By Kate Kendell in an opinion piece for the San Francisco Chronicle
It is hard to imagine a year filled with more elation or more pain. Too often, both emotions collided within the same day. How can it be that a nation that gets it so right can also get it so wrong? How is it that we joyously celebrate a monumental U.S. Supreme Court ruling affirming the humanity of same-sex couples in the morning, and by afternoon we are bereft as our president mourns the racist-fueled murder of nine African American church-goers, including his friend, Pastor Clementa Pinckney? How is it that on one evening our family dinner conversation exults at the gains made for lesbian, gay, bisexual and transgender people and the next we engage in a grim-faced discussion of the latest killing of a black man by a white police officer?
This dissonance is America. As an attorney and advocate for LGBT equality, including our freedom to marry, I am elated at the recent marriage victory. The arc of justice has bent our way a bit.
But as the wife of an African American woman, and a parent to two biracial children, a 19-year-old son and a 13-year-old daughter, I am reminded every day how the arc of the moral universe still has far to bend. Sandy and I have been a couple for 22 years, married for seven. Our kids, Julian and Ariana, are an endless source of joy and wonder, leavened of course, with moments of frustration and exasperation. We love our time together as a family and cherish what we have.
But the relentless killings of young African American men, finally gaining increased media attention this past year, have elevated a national conversation over how unequally our nation and culture mete out privilege. Love may have won, but we still struggle to convince people that black lives matter.
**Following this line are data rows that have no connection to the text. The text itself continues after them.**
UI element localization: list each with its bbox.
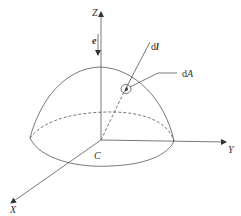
normal-line [125,42,150,90]
y-axis-label: Y [228,144,235,155]
base-curve-front [30,138,174,166]
hemisphere-dome [30,67,174,141]
x-axis [11,140,101,203]
area-element-arrow-icon [124,86,128,92]
z-axis-label: Z [92,7,98,18]
da-label: dA [182,68,194,79]
hemisphere-diagram: Z Y X e C dl dA [0,0,241,216]
e-label: e [92,35,97,46]
base-curve-back [30,112,174,141]
x-axis-label: X [9,204,17,215]
y-axis [101,140,226,142]
dl-label: dl [151,41,159,52]
radius-dashed [101,92,124,140]
c-label: C [94,150,101,161]
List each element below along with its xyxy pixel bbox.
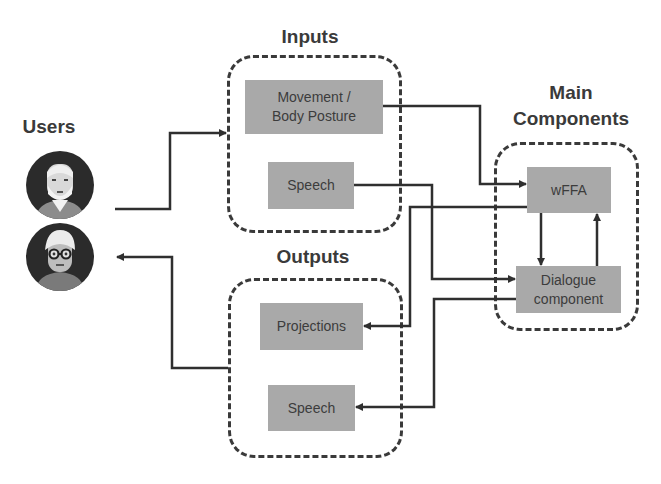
projections-output-node: Projections [260,303,363,350]
wffa-to-projections-arrow [364,207,527,326]
movement-label-line1: Movement / [272,88,356,107]
wffa-node: wFFA [527,167,611,213]
users-to-inputs-arrow [115,133,226,209]
movement-to-wffa-arrow [383,106,526,184]
elderly-woman-with-glasses-avatar-icon [25,222,95,292]
outputs-to-users-arrow [117,257,228,368]
speech-to-dialogue-arrow [354,185,515,279]
elderly-man-avatar-icon [25,150,95,220]
dialogue-to-speech-arrow [356,299,516,407]
movement-label-line2: Body Posture [272,107,356,126]
speech-input-node: Speech [268,162,354,209]
speech-output-node: Speech [268,385,355,431]
dialogue-label-line2: component [534,290,603,309]
dialogue-component-node: Dialogue component [516,266,621,313]
dialogue-label-line1: Dialogue [534,271,603,290]
movement-body-posture-node: Movement / Body Posture [245,80,383,134]
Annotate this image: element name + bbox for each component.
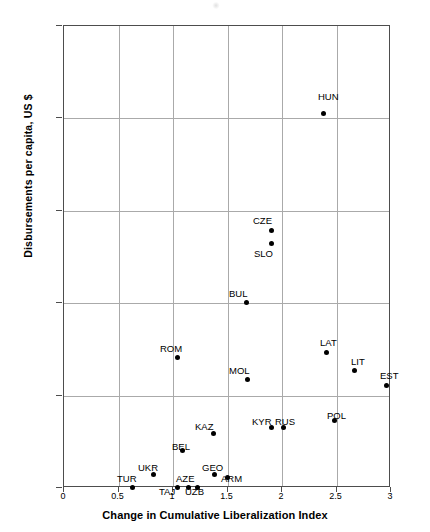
- x-tick-mark: [118, 487, 119, 492]
- data-label-uzb: UZB: [185, 487, 204, 497]
- data-label-est: EST: [380, 371, 398, 381]
- data-label-mol: MOL: [229, 366, 250, 376]
- x-tick-mark: [390, 487, 391, 492]
- y-tick-mark: [56, 395, 62, 396]
- x-tick-mark: [281, 487, 282, 492]
- data-label-arm: ARM: [221, 474, 242, 484]
- data-label-tur: TUR: [117, 474, 137, 484]
- data-point-tur: [130, 485, 135, 490]
- data-point-slo: [269, 241, 274, 246]
- gridline-horizontal: [64, 396, 389, 397]
- artifact-speck: [212, 2, 220, 9]
- x-tick-mark: [336, 487, 337, 492]
- y-tick-mark: [56, 25, 62, 26]
- x-tick-label: 2.5: [321, 492, 351, 501]
- gridline-horizontal: [64, 211, 389, 212]
- y-tick-mark: [56, 117, 62, 118]
- data-label-taj: TAJ: [159, 487, 175, 497]
- data-label-kyr: KYR: [252, 417, 272, 427]
- gridline-horizontal: [64, 118, 389, 119]
- x-tick-label: 2: [266, 492, 296, 501]
- x-tick-label: 1.5: [212, 492, 242, 501]
- x-tick-label: 0: [48, 492, 78, 501]
- x-tick-label: 0.5: [103, 492, 133, 501]
- gridline-horizontal: [64, 303, 389, 304]
- data-label-ukr: UKR: [138, 463, 158, 473]
- data-point-lat: [324, 350, 329, 355]
- y-tick-mark: [56, 487, 62, 488]
- gridline-vertical: [119, 26, 120, 486]
- gridline-vertical: [173, 26, 174, 486]
- y-axis-title: Disbursements per capita, US $: [22, 56, 34, 296]
- data-point-cze: [269, 228, 274, 233]
- data-label-rom: ROM: [160, 344, 182, 354]
- data-label-pol: POL: [327, 411, 346, 421]
- data-label-aze: AZE: [176, 474, 194, 484]
- data-label-cze: CZE: [253, 216, 272, 226]
- data-point-bul: [244, 300, 249, 305]
- x-tick-label: 3: [375, 492, 405, 501]
- y-tick-mark: [56, 210, 62, 211]
- scatter-chart: Disbursements per capita, US $ 050100150…: [0, 0, 430, 532]
- data-label-hun: HUN: [318, 92, 339, 102]
- gridline-vertical: [228, 26, 229, 486]
- data-label-lat: LAT: [320, 338, 337, 348]
- data-label-bel: BEL: [172, 442, 190, 452]
- x-tick-mark: [63, 487, 64, 492]
- data-label-lit: LIT: [351, 357, 365, 367]
- data-label-geo: GEO: [202, 463, 223, 473]
- data-label-slo: SLO: [254, 249, 273, 259]
- data-point-lit: [352, 368, 357, 373]
- x-axis-title: Change in Cumulative Liberalization Inde…: [0, 509, 430, 521]
- data-label-bul: BUL: [229, 289, 247, 299]
- data-point-taj: [175, 485, 180, 490]
- y-tick-mark: [56, 302, 62, 303]
- x-tick-mark: [227, 487, 228, 492]
- data-label-kaz: KAZ: [195, 422, 213, 432]
- data-label-rus: RUS: [275, 417, 295, 427]
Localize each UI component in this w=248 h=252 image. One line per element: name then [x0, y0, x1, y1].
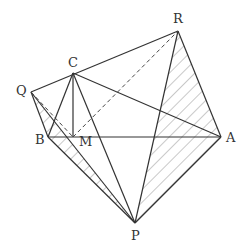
hatched-region-rpa: [135, 31, 221, 223]
label-P: P: [131, 229, 140, 242]
solid-segment-qp: [31, 92, 135, 223]
geometry-diagram: R C Q B M A P: [0, 0, 248, 252]
label-M: M: [79, 135, 92, 148]
solid-segment-cb: [48, 73, 73, 137]
solid-segment-qr: [31, 31, 178, 92]
label-A: A: [226, 131, 235, 144]
label-C: C: [68, 56, 78, 69]
label-R: R: [173, 12, 183, 25]
diagram-svg: [0, 0, 248, 252]
solid-segment-bp: [48, 137, 135, 223]
label-Q: Q: [16, 84, 27, 97]
label-B: B: [35, 133, 45, 146]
As a well-educated white woman from a middle-class family, I live with a lifetime of race privilege that my wife and children do not enjoy. After the killing of Michael Brown in Ferguson, Mo., I asked Julian to write down his thoughts for a blog I was writing about the incident. What he wrote stopped my heart:
“When young black men can be shot for playing their music too loudly that scares me. … Seeing the same story flood Facebook and Twitter every three months scares me. ... It is obvious that the justice system is not set up to protect people that look like Michael and me. ... The story of Michael Brown’s death is tragic. Not only does it make me angry, it makes me sad. Because with every story like this I see my body lying in the street where Michael’s was.”
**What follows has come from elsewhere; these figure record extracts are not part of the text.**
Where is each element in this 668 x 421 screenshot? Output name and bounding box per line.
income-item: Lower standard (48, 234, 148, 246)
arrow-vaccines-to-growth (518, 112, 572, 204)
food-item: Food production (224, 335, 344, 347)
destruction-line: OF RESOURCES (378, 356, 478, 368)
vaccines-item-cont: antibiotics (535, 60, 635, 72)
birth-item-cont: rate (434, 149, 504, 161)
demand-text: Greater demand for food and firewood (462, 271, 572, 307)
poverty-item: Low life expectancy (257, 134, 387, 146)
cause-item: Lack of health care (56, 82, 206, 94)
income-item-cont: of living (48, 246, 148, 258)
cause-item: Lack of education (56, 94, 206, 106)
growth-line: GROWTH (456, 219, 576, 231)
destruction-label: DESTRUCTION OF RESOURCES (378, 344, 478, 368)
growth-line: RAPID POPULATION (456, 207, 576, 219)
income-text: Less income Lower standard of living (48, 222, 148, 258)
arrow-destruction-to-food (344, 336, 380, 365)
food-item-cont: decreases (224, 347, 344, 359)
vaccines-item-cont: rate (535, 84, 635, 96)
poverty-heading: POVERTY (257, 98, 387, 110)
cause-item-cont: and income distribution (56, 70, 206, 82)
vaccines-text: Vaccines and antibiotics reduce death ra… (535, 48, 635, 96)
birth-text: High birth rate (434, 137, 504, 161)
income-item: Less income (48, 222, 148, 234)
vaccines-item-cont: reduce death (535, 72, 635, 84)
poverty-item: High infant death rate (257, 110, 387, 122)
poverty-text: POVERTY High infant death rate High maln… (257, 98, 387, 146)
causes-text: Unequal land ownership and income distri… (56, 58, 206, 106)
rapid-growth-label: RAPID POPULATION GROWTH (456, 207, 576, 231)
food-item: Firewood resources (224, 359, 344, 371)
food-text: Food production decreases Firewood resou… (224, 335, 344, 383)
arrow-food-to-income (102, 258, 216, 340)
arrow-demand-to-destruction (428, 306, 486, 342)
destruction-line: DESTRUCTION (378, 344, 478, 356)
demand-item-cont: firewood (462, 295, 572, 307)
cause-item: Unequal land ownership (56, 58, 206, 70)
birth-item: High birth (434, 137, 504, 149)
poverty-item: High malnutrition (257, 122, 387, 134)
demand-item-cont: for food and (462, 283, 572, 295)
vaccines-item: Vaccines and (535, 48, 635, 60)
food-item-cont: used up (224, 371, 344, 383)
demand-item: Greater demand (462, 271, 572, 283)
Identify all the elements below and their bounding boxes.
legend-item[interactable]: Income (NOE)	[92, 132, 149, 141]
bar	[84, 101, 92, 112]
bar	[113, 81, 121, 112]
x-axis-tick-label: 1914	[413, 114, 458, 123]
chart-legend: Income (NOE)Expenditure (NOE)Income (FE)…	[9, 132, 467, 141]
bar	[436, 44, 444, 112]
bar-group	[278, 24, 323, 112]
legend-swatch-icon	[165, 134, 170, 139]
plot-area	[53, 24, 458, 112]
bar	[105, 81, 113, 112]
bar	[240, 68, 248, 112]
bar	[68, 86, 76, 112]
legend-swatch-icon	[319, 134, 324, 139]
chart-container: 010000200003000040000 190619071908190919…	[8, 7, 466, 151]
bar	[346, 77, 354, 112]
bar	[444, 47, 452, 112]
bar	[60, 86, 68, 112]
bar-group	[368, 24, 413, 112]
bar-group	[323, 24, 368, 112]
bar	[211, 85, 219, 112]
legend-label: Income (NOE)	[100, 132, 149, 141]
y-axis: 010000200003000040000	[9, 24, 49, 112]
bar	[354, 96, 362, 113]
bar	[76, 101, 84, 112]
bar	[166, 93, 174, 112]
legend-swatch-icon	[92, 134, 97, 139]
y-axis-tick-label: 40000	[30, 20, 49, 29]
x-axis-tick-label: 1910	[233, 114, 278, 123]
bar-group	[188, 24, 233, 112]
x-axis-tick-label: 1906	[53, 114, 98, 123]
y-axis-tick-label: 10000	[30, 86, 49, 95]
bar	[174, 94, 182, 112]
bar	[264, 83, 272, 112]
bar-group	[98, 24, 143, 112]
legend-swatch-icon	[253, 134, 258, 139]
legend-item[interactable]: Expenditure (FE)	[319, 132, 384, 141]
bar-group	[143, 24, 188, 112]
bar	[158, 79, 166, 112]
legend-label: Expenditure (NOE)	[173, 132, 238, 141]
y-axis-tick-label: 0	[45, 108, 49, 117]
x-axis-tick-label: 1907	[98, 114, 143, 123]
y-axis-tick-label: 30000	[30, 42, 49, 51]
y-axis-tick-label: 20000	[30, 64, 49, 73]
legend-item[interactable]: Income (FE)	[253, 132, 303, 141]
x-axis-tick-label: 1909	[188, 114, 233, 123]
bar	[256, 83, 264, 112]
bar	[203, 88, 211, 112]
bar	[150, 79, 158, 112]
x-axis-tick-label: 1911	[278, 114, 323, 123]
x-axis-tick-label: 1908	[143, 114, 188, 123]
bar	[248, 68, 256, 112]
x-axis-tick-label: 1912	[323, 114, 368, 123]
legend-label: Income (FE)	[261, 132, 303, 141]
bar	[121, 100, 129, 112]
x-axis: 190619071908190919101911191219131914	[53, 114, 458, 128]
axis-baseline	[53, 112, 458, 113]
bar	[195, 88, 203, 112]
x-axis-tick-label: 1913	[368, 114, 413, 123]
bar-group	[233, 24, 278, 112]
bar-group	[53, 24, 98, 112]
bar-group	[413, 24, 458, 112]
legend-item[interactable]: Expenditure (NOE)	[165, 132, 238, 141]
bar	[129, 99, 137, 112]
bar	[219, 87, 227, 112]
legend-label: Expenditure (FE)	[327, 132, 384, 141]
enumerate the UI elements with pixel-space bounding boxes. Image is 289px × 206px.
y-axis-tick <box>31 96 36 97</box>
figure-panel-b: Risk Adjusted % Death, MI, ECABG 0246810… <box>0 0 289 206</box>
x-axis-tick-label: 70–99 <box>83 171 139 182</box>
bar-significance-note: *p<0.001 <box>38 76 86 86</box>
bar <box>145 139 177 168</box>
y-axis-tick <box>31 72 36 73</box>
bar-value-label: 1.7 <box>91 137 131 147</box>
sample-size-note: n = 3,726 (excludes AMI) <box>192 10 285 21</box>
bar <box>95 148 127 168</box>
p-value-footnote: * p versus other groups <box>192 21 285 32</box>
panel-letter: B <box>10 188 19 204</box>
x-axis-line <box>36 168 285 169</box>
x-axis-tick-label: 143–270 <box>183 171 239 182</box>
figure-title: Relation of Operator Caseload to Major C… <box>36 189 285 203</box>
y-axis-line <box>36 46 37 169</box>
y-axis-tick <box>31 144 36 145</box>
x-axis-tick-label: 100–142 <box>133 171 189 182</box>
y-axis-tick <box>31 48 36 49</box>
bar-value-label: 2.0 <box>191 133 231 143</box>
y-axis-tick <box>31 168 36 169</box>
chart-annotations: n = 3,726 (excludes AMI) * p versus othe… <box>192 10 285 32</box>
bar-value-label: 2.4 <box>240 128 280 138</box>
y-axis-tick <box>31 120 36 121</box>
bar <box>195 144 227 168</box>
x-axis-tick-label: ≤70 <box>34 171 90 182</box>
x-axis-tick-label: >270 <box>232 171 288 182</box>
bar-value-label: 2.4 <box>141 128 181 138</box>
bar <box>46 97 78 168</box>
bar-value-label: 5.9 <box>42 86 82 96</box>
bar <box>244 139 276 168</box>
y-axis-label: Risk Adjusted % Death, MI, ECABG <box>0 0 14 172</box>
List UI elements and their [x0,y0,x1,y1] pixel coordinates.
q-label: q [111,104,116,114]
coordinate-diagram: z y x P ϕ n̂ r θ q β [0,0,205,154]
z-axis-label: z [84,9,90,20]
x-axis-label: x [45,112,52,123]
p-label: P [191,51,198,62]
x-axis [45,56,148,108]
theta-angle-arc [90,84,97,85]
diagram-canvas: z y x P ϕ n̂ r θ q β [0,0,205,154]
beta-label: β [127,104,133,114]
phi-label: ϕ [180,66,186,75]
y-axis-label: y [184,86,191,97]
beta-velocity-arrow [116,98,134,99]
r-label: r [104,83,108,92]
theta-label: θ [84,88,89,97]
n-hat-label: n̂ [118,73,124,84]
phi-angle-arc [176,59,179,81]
I knew Julian felt deeply about issues of race, racism and injustice. I did not fully appreciate how personally threatened he felt.
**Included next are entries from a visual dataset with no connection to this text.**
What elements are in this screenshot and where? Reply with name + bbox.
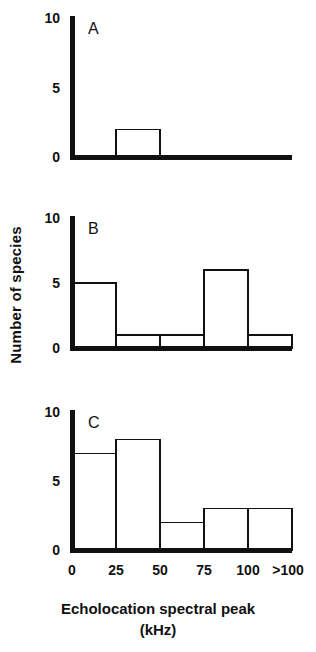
bar bbox=[116, 129, 160, 157]
x-tick-label: 50 bbox=[152, 562, 168, 578]
bar bbox=[204, 270, 248, 348]
bar bbox=[248, 509, 292, 550]
y-tick-label: 5 bbox=[52, 80, 60, 96]
panel-a: 0510A bbox=[44, 10, 292, 165]
y-axis-label-container: Number of species bbox=[0, 205, 30, 385]
x-tick-label: 0 bbox=[68, 562, 76, 578]
panel-c: 0510C bbox=[44, 404, 292, 558]
plot-canvas: 0510A0510B0510C0255075100>100 bbox=[0, 0, 316, 600]
panel-label: C bbox=[88, 414, 100, 431]
histogram-figure: Number of species 0510A0510B0510C0255075… bbox=[0, 0, 316, 652]
y-axis-label: Number of species bbox=[7, 226, 24, 364]
x-axis-title-unit: (kHz) bbox=[0, 619, 316, 640]
panel-b: 0510B bbox=[44, 210, 292, 356]
panel-label: B bbox=[88, 220, 99, 237]
y-tick-label: 10 bbox=[44, 10, 60, 26]
panel-label: A bbox=[88, 20, 99, 37]
bar bbox=[116, 440, 160, 550]
y-tick-label: 0 bbox=[52, 340, 60, 356]
x-tick-label: 25 bbox=[108, 562, 124, 578]
x-tick-label: >100 bbox=[272, 562, 304, 578]
x-axis-title: Echolocation spectral peak (kHz) bbox=[0, 598, 316, 640]
y-tick-label: 0 bbox=[52, 149, 60, 165]
y-tick-label: 0 bbox=[52, 542, 60, 558]
y-tick-label: 5 bbox=[52, 473, 60, 489]
y-tick-label: 10 bbox=[44, 210, 60, 226]
bar bbox=[160, 522, 204, 550]
bar bbox=[72, 453, 116, 550]
y-tick-label: 10 bbox=[44, 404, 60, 420]
bar bbox=[204, 509, 248, 550]
x-tick-label: 100 bbox=[236, 562, 260, 578]
x-tick-label: 75 bbox=[196, 562, 212, 578]
bar bbox=[72, 283, 116, 348]
x-tick-labels: 0255075100>100 bbox=[68, 562, 304, 578]
y-tick-label: 5 bbox=[52, 275, 60, 291]
x-axis-title-main: Echolocation spectral peak bbox=[61, 600, 255, 617]
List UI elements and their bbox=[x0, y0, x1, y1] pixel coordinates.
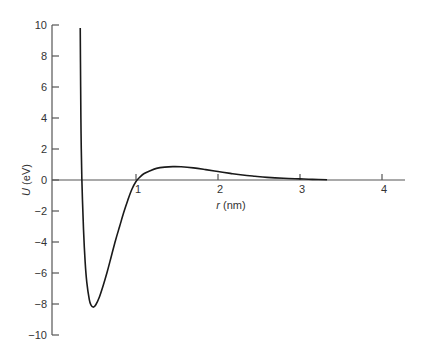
y-tick-label: −8 bbox=[34, 298, 47, 310]
y-tick-label: 6 bbox=[41, 81, 47, 93]
y-tick-label: 0 bbox=[41, 174, 47, 186]
y-tick-label: 8 bbox=[41, 50, 47, 62]
x-tick-label: 3 bbox=[299, 183, 305, 195]
y-tick-label: 10 bbox=[35, 19, 47, 31]
x-axis-label: r (nm) bbox=[216, 199, 245, 211]
x-tick-label: 1 bbox=[135, 183, 141, 195]
y-tick-label: −4 bbox=[34, 236, 47, 248]
x-tick-label: 4 bbox=[381, 183, 387, 195]
y-tick-label: −6 bbox=[34, 267, 47, 279]
y-axis-label: U (eV) bbox=[20, 164, 32, 196]
y-tick-label: 2 bbox=[41, 143, 47, 155]
potential-curve bbox=[80, 28, 327, 307]
y-tick-label: −2 bbox=[34, 205, 47, 217]
y-tick-label: −10 bbox=[28, 329, 47, 341]
y-tick-label: 4 bbox=[41, 112, 47, 124]
potential-energy-chart: 1086420−2−4−6−8−10 1234 U (eV) r (nm) bbox=[0, 0, 427, 355]
x-tick-label: 2 bbox=[217, 183, 223, 195]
My privilege does not protect my son. I glimpse into the futility felt by Sandy and all African American parents. And I know that as close as we are as a family, when it comes to the lived experience of a person of color in this culture, I am an outsider. But outsiders can be disruptive. Outsiders can be agitators. Outsiders can make change.
The LGBT movement just won. Big. But we did not get here by ourselves. We had the help of millions of Americans who stood with us, who shared our vision for a more perfect union. Millions, including millions in the African American, Latino and Asian American communities who saw the wrong in our being excluded from marriage and helped tip public opinion and momentum in our favor.
So now, we pay that forward. Many LGBT people are people of color. The plain fact that so many non-LGBT people of color had our back — well, now the moral charge is clear. We must pay forward and back the good that was done for us. We have just closed the chapter on the struggle to win the freedom to marry. This was a struggle that 20 years ago was thought impossible, fanciful, unattainable. The same has been said about ending racial bigotry, reforming our immigration system, improving economic opportunity and eliminating racism. It will not be easy, to be sure. There is a difference in tone, history and entrenchment between homophobia and racism. But just imagine if we thought we could win the struggle. Imagine if we wholly committed as a community and a nation to bending that arc yet again.
I wouldn’t bet against us.
Kate Kendell has been the executive director of the National Center for Lesbian Rights for 21 years. She was co-counsel on the California marriage case and on one of the cases decided last month by the U.S. Supreme Court.